Having An Affair And Infidelity

Imagine you knew that later today your partner would be sleeping with someone else, someone you knew.  You could stop them.  But you decide that for the benefit of your marriage, and you and your wife’s sanity, you won’t.  You will go through your day doing all of the things you normally do.  You will know the affair is taking place, but you won’t intervene. 

Could you endure that?

This is one of the key experiences that James Joyce’s hero Leopold Bloom has to survive in Ulysses.  For Joyce, a hero is someone who can survive ordinary human disasters such as finding out that your wife is having an affair.

The psychology of having an affair

Away from literature, for most couples, the discovery of an affair and infidelity brings with it a catastrophic breakdown in trust.

One partner says: finding out that my wife was having an affair was terrible.  The sense of betrayal that I felt was so intense.  Sometimes it was like the furies were being released within me.  I found myself going over the facts that I knew again and again. 

I couldn’t stop asking questions about what had happened.  I wanted, I needed to know everything.  What they did, where they did it, what it was like.  The answers tore at me, but I just could not stop demanding answers to the questions. I would wake up in the middle of the night going over things, where they were on certain days.  What I was doing at those times.  I couldn’t stop myself.

Did it help?  I don’t know.  But I had no option.  I had to know everything.  I had to know it again and again.  In the end I managed to stop asking the questions.  I knew if I carried on like that we would be finished.

Anonymous

For most of us, the breakdown of trust is a catastrophe that we don’t think we can possibly survive. 

If we have children, we may feel we have no choice but to carry in.  No one can say what the right thing to do is.  We have to find our own way through the trauma.

Suddenly our world is turned upside down.  Everything that we took to be true, safe and reliable is gone, swept away in a terrible shipwreck.

A partner says: I didn’t think I would be someone who would have an affair.  I would say I was in a good marriage.  Yes, some of the routines of living had changed the way we related to each other.  But fundamentally I still considered us to be a very strong partnership.  Then I met him at a work do and everything changed.  I didn’t think I would be caught.  But his wife went through his phone one night and caught us out.  I feel wretched.  I only want to make up for it.

Anonymous

How do you survive the breakdown of trust, the marriage may not survive, and the question becomes how do you survive? 

  • How do you go on?
  • How do you forgive something that cannot be undone?

What was the motive behind the affair?

For a lot of people, understanding the motive behind the affair, understanding, why your partner has need to have an affair, is a question that torments us and will not go away. No matter how many times we get them to tell us why it just does not satisfy us.

Perhaps the greater our sense of internal emotional stability the greater our possibility of being able to absorb and survive finding out our partner is having an affair.

The only thing that worries me would be finding out that my partner is having an affair.  I would prefer not to know.  I think the sense of betrayal would cut me to the core.

Anonymous

In psychoanalytic object relations theory, an internal model of relationships is hypothesised and imagined.  If we have been lucky enough to come from stable families in which we felt loved.  In which our attachments were secure, in which we have a secure base, then we may be in a better position to live through the experience.

By contrast, we may have been unlucky and were born into families that were ill prepared for us, or to parents who did not know how to love us.  Perhaps to parents who had never had that secure experience of being loved themselves. 

  • The fear of being abandoned
  • The fear that you are the last person to find out
  • You thought you were safe in your partnership and you find out your now.
  • What is it that I didn’t give you?

Faced with these situations our emotional internal worlds will probably be less stable.  We may lack the emotional stability to handle and absorb ordinary upsets, let alone terrible ones.  Finding out that our partner is having an affair may be very difficult to come to terms with.

  • It is a problem for anyone, but possibly someone with a less secure internal emotional world will be in a harder position still.

So what can you do if your partner has had an affair?

  • You can find a way to survive it
  • You may not think so right now, but you can. 

In psychotherapy, a confidential and discreet relationship you have the chance to share your pain and despair.  In time, and there is no substitute for time, you start to recover your emotional stability.

The only thing I wanted was a happy marriage – and that is now gone.

Anonymous

Contact Me

I have twenty years of experience of working with people, many who have needed to come to terms with finding out that their partner has been having an affair.

Giving yourself the chance to speak in a confidential setting is helpful, it may be the beginning of starting to recover your confidence and emotional stability, and into developing greater insight into yourself and your situation.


### Task description
Copy the listing below letter for letter, passing over each picture.

### Extracted records
----

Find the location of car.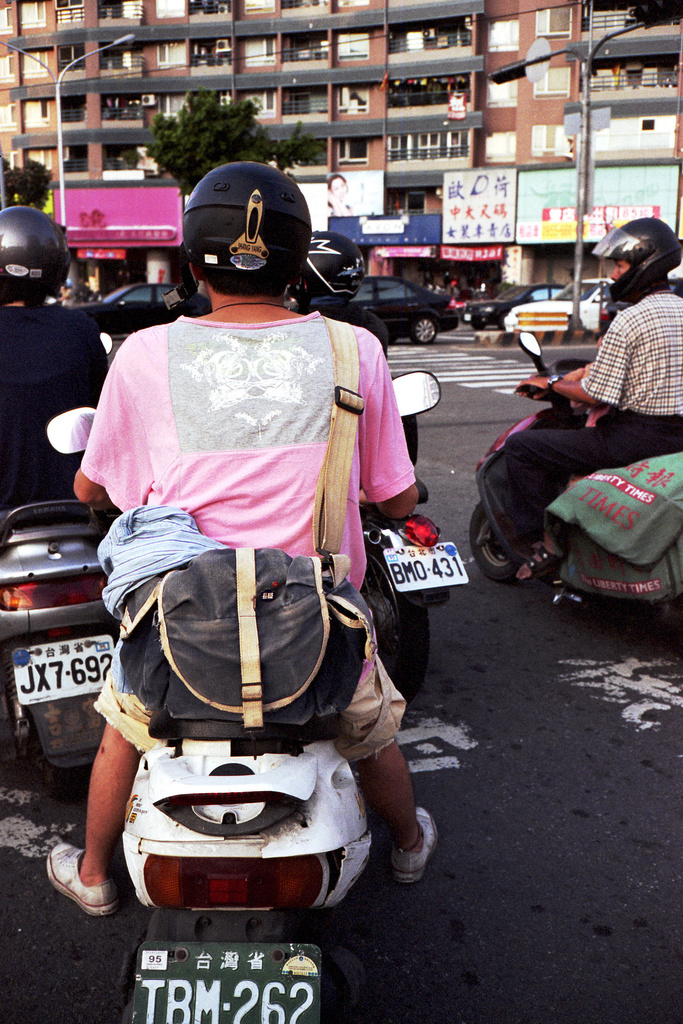
Location: rect(504, 278, 616, 332).
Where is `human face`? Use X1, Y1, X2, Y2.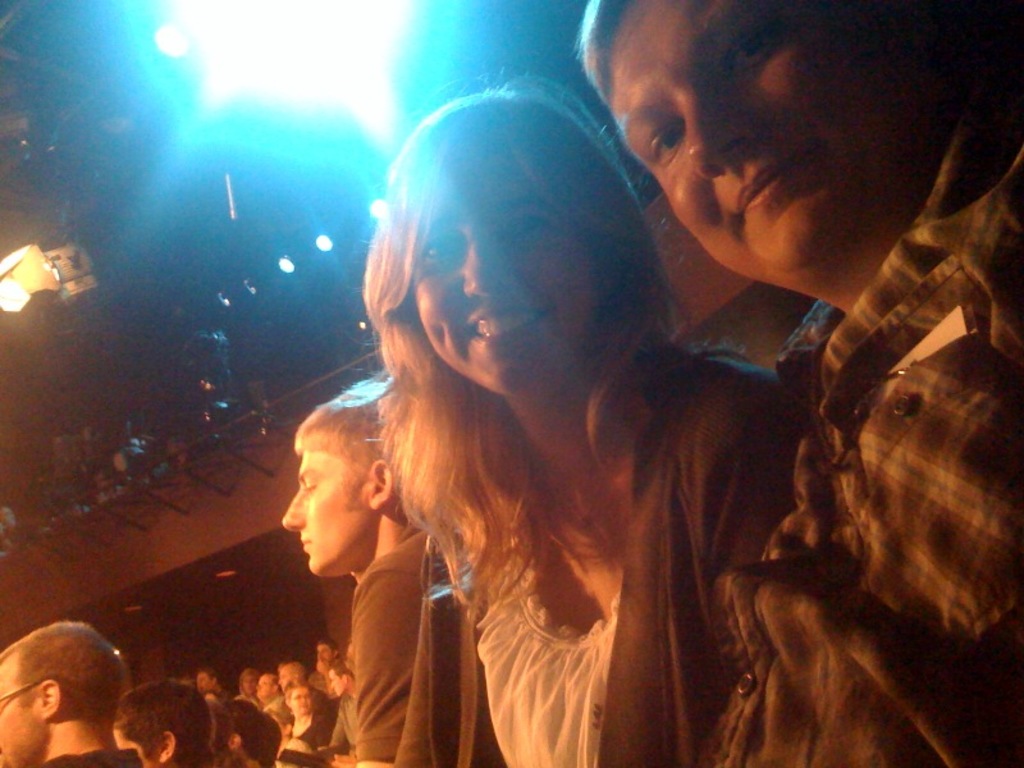
0, 653, 45, 767.
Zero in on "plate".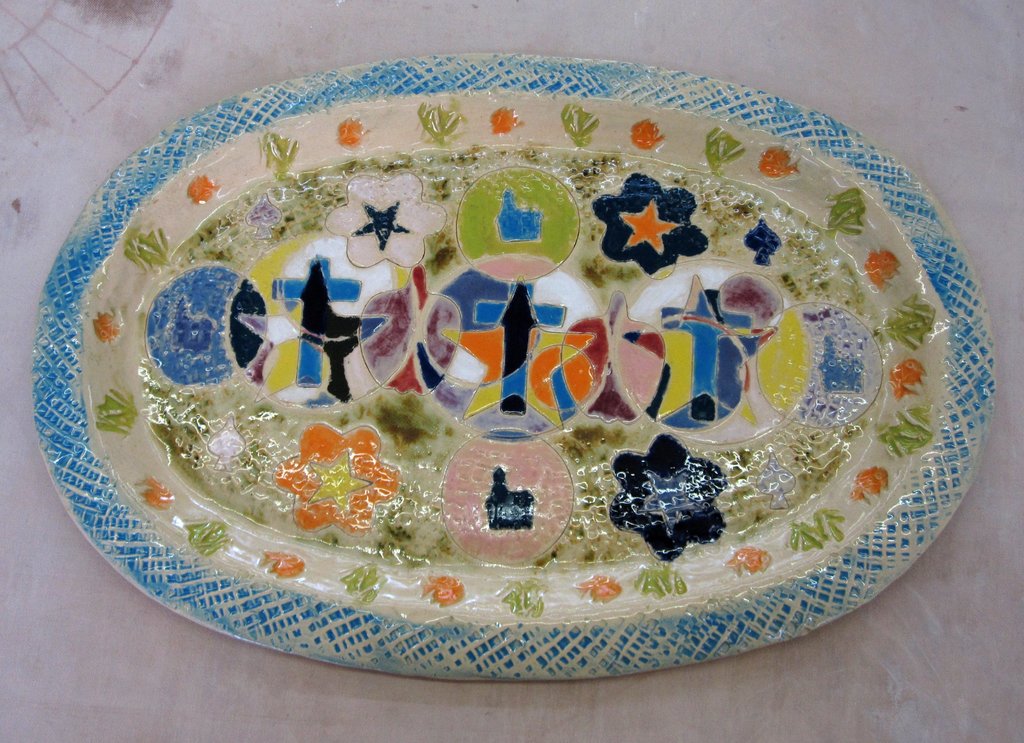
Zeroed in: bbox=[26, 57, 1000, 682].
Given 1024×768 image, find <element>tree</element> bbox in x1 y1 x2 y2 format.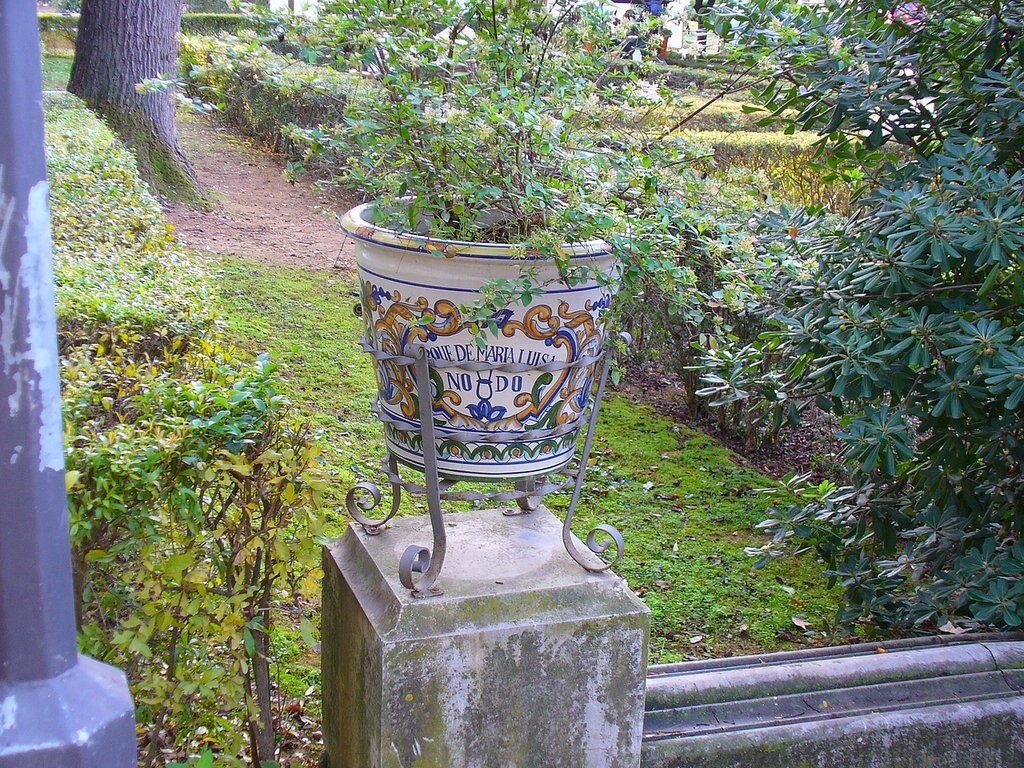
679 0 1023 634.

----

### Task solution
Find the location of car.
Location: rect(504, 278, 616, 332).
Where is `human face`? Use X1, Y1, X2, Y2.
0, 653, 45, 767.
Zero in on "plate".
Zeroed in: bbox=[26, 57, 1000, 682].
Given 1024×768 image, find <element>tree</element> bbox in x1 y1 x2 y2 format.
679 0 1023 634.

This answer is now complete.